Another 173,000 Floridians filed first-time claims for unemployment compensation, according to the latest weekly report from federal authorities.
Nationally and in Florida the number of relief claims from newly unemployed workers fell significantly during the week ending last Saturday, according to the latest posting from the U.S. Department of Labor.
Floridians filed 173,731 new claims, compared with the adjusted total of 225,404 that were filed the week ending March 16. Nationally, the Department of Labor logged 2,123,000 new claims.
The national number is the lowest yet, by far, since the coronavirus crisis first started crashing the American economy in mid-March. Still, the number is more than double the highest single-week total for new claims the department had ever seen prior to the middle week of March. Every week since then has seen millions of new claims, a total that now has exceeded 41 million.
The previous week, ending March 16, the national total was 2.4 million.
Florida’s nine-week total during the coronavirus economic collapse is now about 2.3 million new unemployment claims filed since the week ending March 21.
Florida’s onslaught of unemployment claims peaked in the week ending April 17, when 506,670 Floridians filed, according to the federal agency. That fell slightly to 433,103 new claims the following week, and then dropped dramatically to 174,860 for the week of May 2 and then rose slightly to 223,082 the week of May 9, and 225,404 the week of May 16.
Last week, the U.S. Department of Labor reported that Florida’s seasonally-adjusted unemployment rate soared to 12.9% in April as more than 1 million jobs vanished in the coronavirus disaster. Those reports covered activity through about mid-April, and do not reflect jobs lost or found in the subsequent five weeks.
As recently as February, Florida’s economy was riding high and the statewide unemployment rate was just 2.8%.
In the latest tallies of new jobless relief claims, California and Texas led the nation with the most, followed by Florida.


● What you need to do:
The answer must repeat every record exactly, with no pictures in it.

● Input:
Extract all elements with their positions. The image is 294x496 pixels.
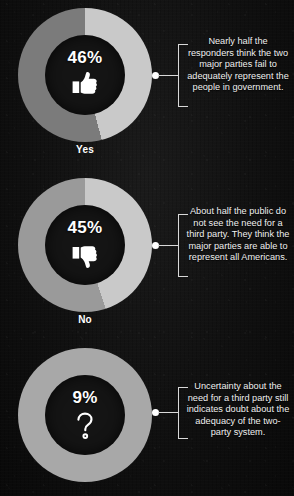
thumbs-up-icon [68, 68, 102, 102]
question-mark-icon [68, 408, 102, 442]
callout-unsure: Uncertainty about the need for a third p… [152, 376, 290, 468]
donut-chart-unsure: 9% [18, 348, 152, 482]
donut-chart-yes: 46% [18, 8, 152, 142]
callout-text-no: About half the public do not see the nee… [186, 206, 290, 264]
callout-leader-line [158, 245, 179, 246]
thumbs-down-icon [68, 238, 102, 272]
callout-text-unsure: Uncertainty about the need for a third p… [186, 381, 290, 439]
donut-value-yes: 46% [68, 49, 103, 66]
donut-chart-no: 45% [18, 178, 152, 312]
callout-leader-line [158, 75, 179, 76]
donut-center-yes: 46% [45, 35, 125, 115]
donut-label-no: No [18, 314, 152, 325]
donut-label-yes: Yes [18, 144, 152, 155]
donut-center-unsure: 9% [45, 375, 125, 455]
donut-value-no: 45% [68, 219, 103, 236]
callout-text-yes: Nearly half the responders think the two… [186, 36, 290, 94]
donut-center-no: 45% [45, 205, 125, 285]
callout-leader-line [158, 412, 179, 413]
donut-value-unsure: 9% [72, 389, 97, 406]
callout-yes: Nearly half the responders think the two… [152, 30, 290, 122]
callout-no: About half the public do not see the nee… [152, 200, 290, 292]
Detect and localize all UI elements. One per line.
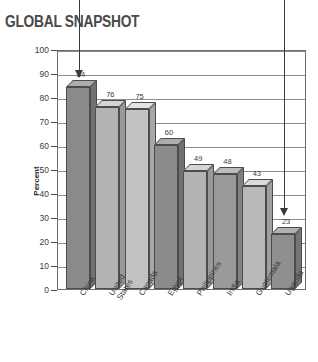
bar-value-label: 60 bbox=[149, 128, 189, 137]
y-tick-mark bbox=[51, 122, 57, 123]
arrow-uganda-head bbox=[280, 208, 288, 216]
y-tick-label: 80 bbox=[19, 93, 49, 103]
y-tick-mark bbox=[51, 170, 57, 171]
bar-value-label: 23 bbox=[266, 217, 306, 226]
bar-front-face bbox=[183, 171, 207, 289]
y-tick-mark bbox=[51, 242, 57, 243]
y-tick-label: 70 bbox=[19, 117, 49, 127]
chart-container: GLOBAL SNAPSHOT Percent 8476756049484323… bbox=[0, 0, 318, 362]
bar-canada: 75 bbox=[125, 109, 149, 289]
gridline bbox=[58, 51, 305, 52]
bar-front-face bbox=[125, 109, 149, 289]
arrow-uganda-line bbox=[284, 0, 285, 209]
bar-value-label: 75 bbox=[120, 92, 160, 101]
bar-front-face bbox=[66, 87, 90, 289]
bar-china: 84 bbox=[66, 87, 90, 289]
y-tick-mark bbox=[51, 74, 57, 75]
y-tick-mark bbox=[51, 266, 57, 267]
bar-front-face bbox=[95, 107, 119, 289]
bar-united-states: 76 bbox=[95, 107, 119, 289]
y-tick-label: 20 bbox=[19, 237, 49, 247]
page-title: GLOBAL SNAPSHOT bbox=[5, 13, 139, 31]
y-tick-mark bbox=[51, 146, 57, 147]
y-tick-label: 60 bbox=[19, 141, 49, 151]
y-tick-label: 40 bbox=[19, 189, 49, 199]
y-tick-label: 0 bbox=[19, 285, 49, 295]
y-tick-mark bbox=[51, 50, 57, 51]
bar-philippines: 49 bbox=[183, 171, 207, 289]
y-tick-label: 10 bbox=[19, 261, 49, 271]
y-tick-label: 100 bbox=[19, 45, 49, 55]
arrow-china-line bbox=[79, 0, 80, 71]
bar-front-face bbox=[242, 186, 266, 289]
y-tick-label: 30 bbox=[19, 213, 49, 223]
bar-value-label: 48 bbox=[208, 157, 248, 166]
y-tick-mark bbox=[51, 98, 57, 99]
bar-front-face bbox=[154, 145, 178, 289]
y-tick-label: 90 bbox=[19, 69, 49, 79]
y-tick-mark bbox=[51, 290, 57, 291]
bar-value-label: 43 bbox=[237, 169, 277, 178]
y-tick-mark bbox=[51, 194, 57, 195]
bar-egypt: 60 bbox=[154, 145, 178, 289]
y-tick-mark bbox=[51, 218, 57, 219]
y-tick-label: 50 bbox=[19, 165, 49, 175]
arrow-china-head bbox=[75, 70, 83, 78]
bar-guatemala: 43 bbox=[242, 186, 266, 289]
plot-area: 8476756049484323 bbox=[57, 50, 306, 290]
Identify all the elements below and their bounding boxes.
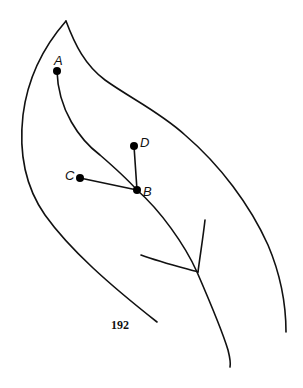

● Your solution:
Extract all elements with their positions. The image is 294x496 pixels.
thumbs-up-icon [68, 68, 102, 102]
question-mark-icon [68, 408, 102, 442]
callout-unsure: Uncertainty about the need for a third p… [152, 376, 290, 468]
donut-chart-unsure: 9% [18, 348, 152, 482]
donut-chart-yes: 46% [18, 8, 152, 142]
callout-text-no: About half the public do not see the nee… [186, 206, 290, 264]
callout-leader-line [158, 245, 179, 246]
thumbs-down-icon [68, 238, 102, 272]
callout-text-unsure: Uncertainty about the need for a third p… [186, 381, 290, 439]
donut-value-yes: 46% [68, 49, 103, 66]
donut-chart-no: 45% [18, 178, 152, 312]
callout-leader-line [158, 75, 179, 76]
donut-center-yes: 46% [45, 35, 125, 115]
donut-label-no: No [18, 314, 152, 325]
donut-label-yes: Yes [18, 144, 152, 155]
donut-center-unsure: 9% [45, 375, 125, 455]
donut-value-no: 45% [68, 219, 103, 236]
callout-text-yes: Nearly half the responders think the two… [186, 36, 290, 94]
donut-center-no: 45% [45, 205, 125, 285]
callout-leader-line [158, 412, 179, 413]
donut-value-unsure: 9% [72, 389, 97, 406]
callout-yes: Nearly half the responders think the two… [152, 30, 290, 122]
callout-no: About half the public do not see the nee… [152, 200, 290, 292]
Detect and localize all UI elements. One per line.
bar-value-label: 60 bbox=[149, 128, 189, 137]
y-tick-mark bbox=[51, 122, 57, 123]
arrow-uganda-head bbox=[280, 208, 288, 216]
y-tick-label: 80 bbox=[19, 93, 49, 103]
y-tick-mark bbox=[51, 170, 57, 171]
bar-value-label: 23 bbox=[266, 217, 306, 226]
bar-front-face bbox=[183, 171, 207, 289]
y-tick-mark bbox=[51, 242, 57, 243]
y-tick-label: 70 bbox=[19, 117, 49, 127]
chart-container: GLOBAL SNAPSHOT Percent 8476756049484323… bbox=[0, 0, 318, 362]
bar-canada: 75 bbox=[125, 109, 149, 289]
gridline bbox=[58, 51, 305, 52]
bar-front-face bbox=[125, 109, 149, 289]
arrow-uganda-line bbox=[284, 0, 285, 209]
bar-value-label: 75 bbox=[120, 92, 160, 101]
bar-front-face bbox=[66, 87, 90, 289]
bar-china: 84 bbox=[66, 87, 90, 289]
y-tick-mark bbox=[51, 74, 57, 75]
y-tick-mark bbox=[51, 266, 57, 267]
bar-front-face bbox=[95, 107, 119, 289]
bar-united-states: 76 bbox=[95, 107, 119, 289]
y-tick-label: 20 bbox=[19, 237, 49, 247]
page-title: GLOBAL SNAPSHOT bbox=[5, 13, 139, 31]
y-tick-mark bbox=[51, 146, 57, 147]
y-tick-label: 60 bbox=[19, 141, 49, 151]
y-tick-label: 40 bbox=[19, 189, 49, 199]
y-tick-label: 0 bbox=[19, 285, 49, 295]
y-tick-mark bbox=[51, 50, 57, 51]
bar-philippines: 49 bbox=[183, 171, 207, 289]
y-tick-label: 10 bbox=[19, 261, 49, 271]
y-tick-label: 100 bbox=[19, 45, 49, 55]
arrow-china-line bbox=[79, 0, 80, 71]
bar-front-face bbox=[242, 186, 266, 289]
y-tick-label: 30 bbox=[19, 213, 49, 223]
bar-value-label: 48 bbox=[208, 157, 248, 166]
y-tick-mark bbox=[51, 98, 57, 99]
bar-front-face bbox=[154, 145, 178, 289]
y-tick-label: 90 bbox=[19, 69, 49, 79]
y-tick-mark bbox=[51, 290, 57, 291]
bar-value-label: 43 bbox=[237, 169, 277, 178]
y-tick-mark bbox=[51, 194, 57, 195]
bar-egypt: 60 bbox=[154, 145, 178, 289]
y-tick-mark bbox=[51, 218, 57, 219]
y-tick-label: 50 bbox=[19, 165, 49, 175]
arrow-china-head bbox=[75, 70, 83, 78]
bar-guatemala: 43 bbox=[242, 186, 266, 289]
plot-area: 8476756049484323 bbox=[57, 50, 306, 290]
Identify all the elements below and their bounding boxes.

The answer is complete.